Russia’s largest bank Sberbank said the country’s annual economic damages from climate change could reach up to 580 billion rubles ($6.7 billion) from 2023 to 2027, a figure comparable to the damages from the September 2023 Morocco earthquake.
Higher estimates suggest losses of 1-2% of Russia’s GDP per year until 2030, with potential economic damage in climate-exposed regions reaching 5-6% of their gross product.
In the Yamal-Nenets autonomous district, whose inhabitants are already observing the alarming effects of the climate crisis firsthand, local authorities currently spend tens of millions of rubles annually on cooling systems beneath buildings to prevent their collapse due to melting soil.
But many Russian regions have not yet taken steps to prepare for the impending reality of a dangerously warmer world.
Adapting to the inevitable
The notion that Russia can benefit from climate change has circulated in the country for decades. President Vladimir Putin famously joked in 2003 that Russians would not need to buy as many fur coats on a warmer planet.
A recent report from the Russian Agency for Strategic Initiatives suggests positive aspects of climate change such as prolonged navigation along major rivers and increased economic value of Russia's abundant natural resources like water, forests and soil.
Still, in its climate doctrine last updated in October, Russia recognized climate change as a threat to national security and acknowledged the need for timely adaptation to the "inevitable" climate change in the coming decades.
Some regions have already rolled out adaptation programs, utilizing new equipment for monitoring wildfire hazards in the Irkutsk region or expanding heat-tolerant plant cultivation in annexed Crimea.
Existing adaptation efforts nonetheless fall short of what is needed, experts told The Moscow Times.
For permafrost melt, the quality of adaptation programs varies widely from region to region, said Nikita Tananaev, laboratory director at North-Eastern Federal University and lead researcher at the Melnikov Permafrost Institute in Yakutsk.
Some plans lack specific measures, consisting only of “discussions, meetings and data updates.”
“There are regional adaptation plans where it's a complete mess, as in Yakutia, and in some places, they are better, such as in the Murmansk region. However, creating a plan and implementing it are different things,” Tananaev said.
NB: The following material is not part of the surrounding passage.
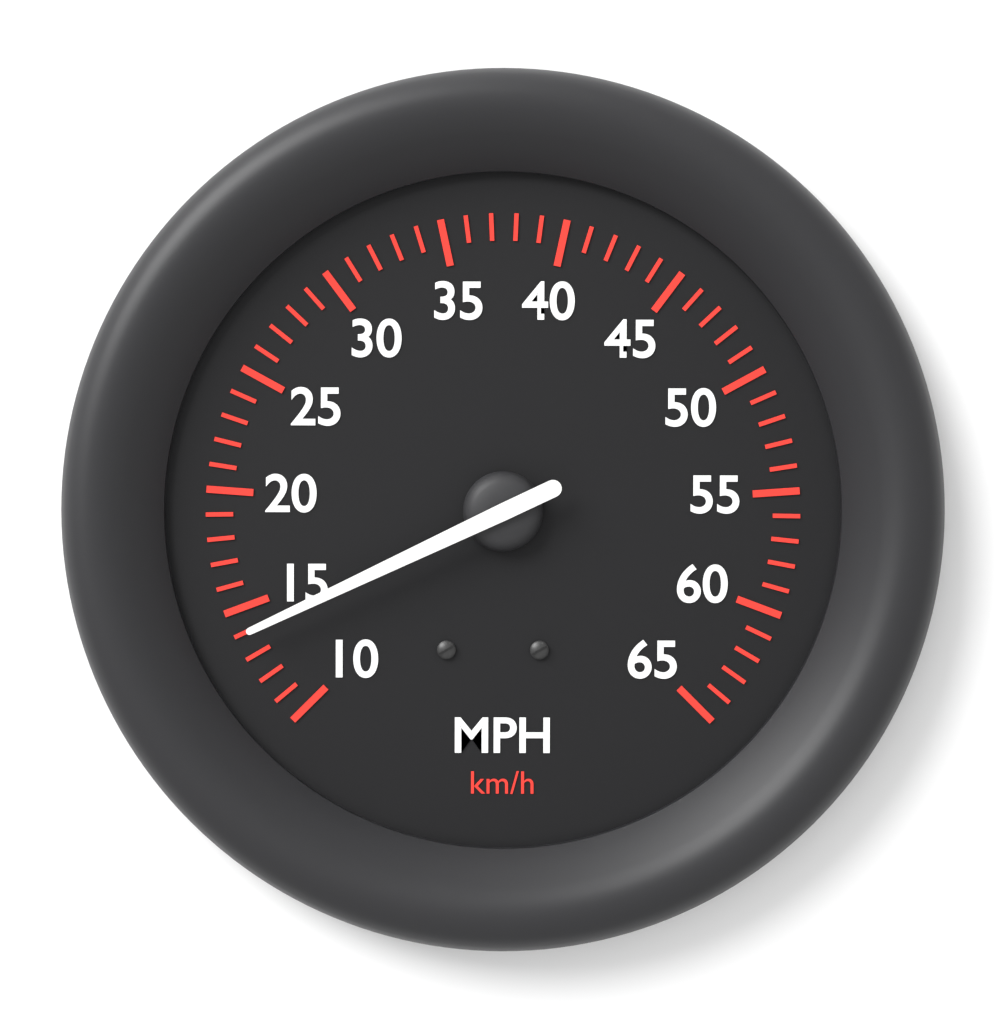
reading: 14 mph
The awareness of the need for adaptation only recently came to Russia, with the corresponding government decree adopted in 2019, an anonymous expert said.
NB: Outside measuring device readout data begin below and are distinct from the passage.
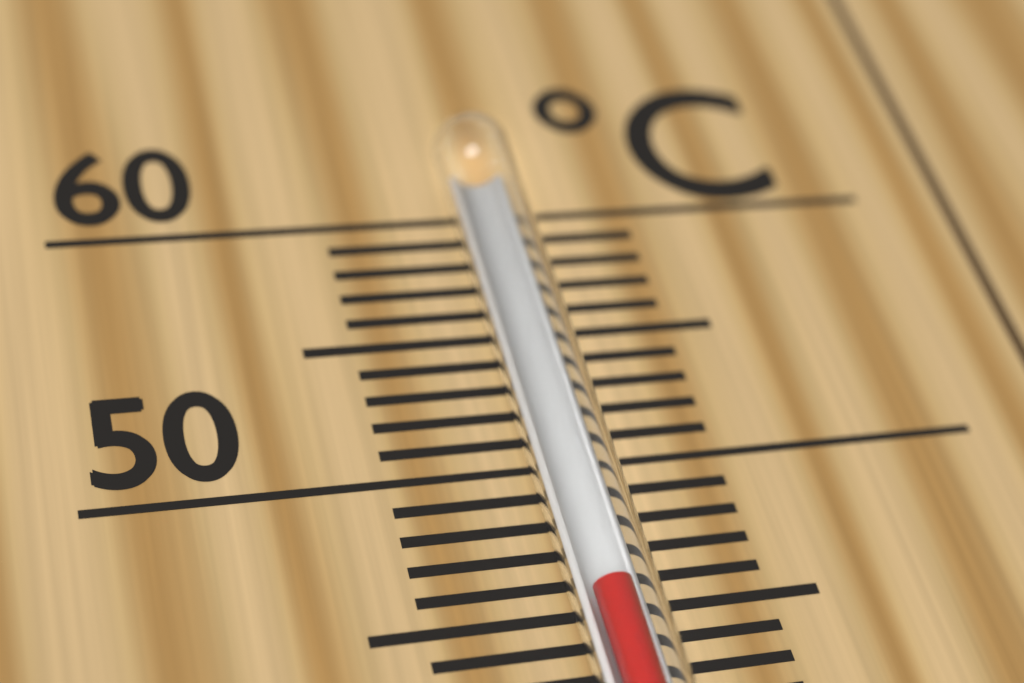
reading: 45 °C
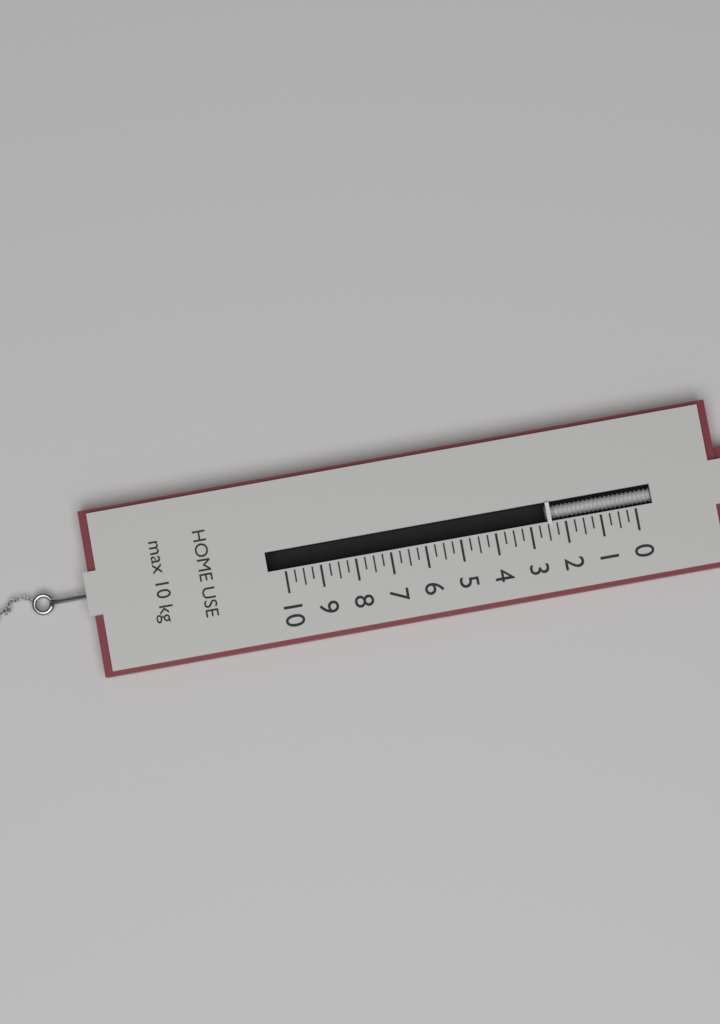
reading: 2.50 kg
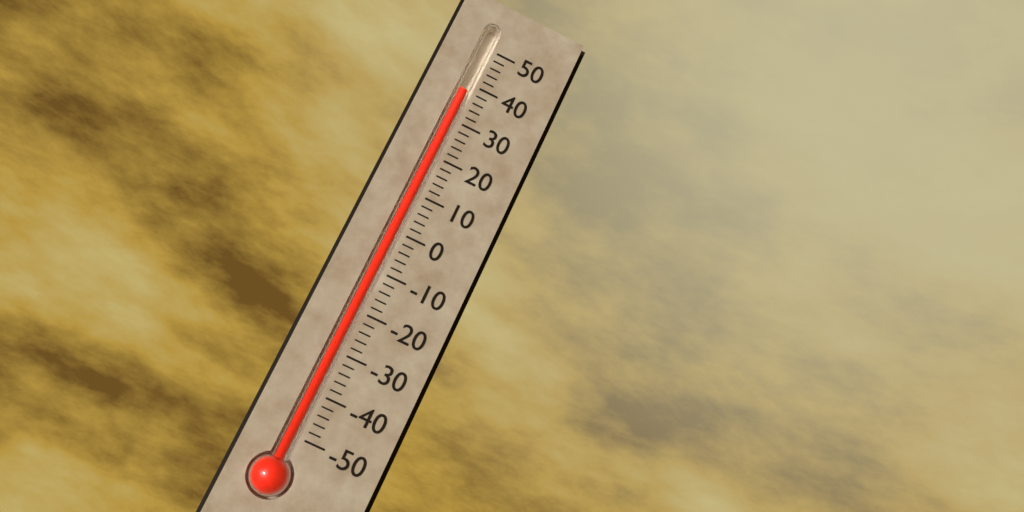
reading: 38 (no unit)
“By that time, the European part of the country had already experienced the nightmare of the 2010 heatwave, the loss of tens of millions of hectares of forests due to fires from 2010 to 2019, and so on,” they said.
“But the fact that such a decree [of 2019] and such a ranking [of regions] appeared … indicates that there is a chance that adaptation will still take place at a level that is possible with current technologies.”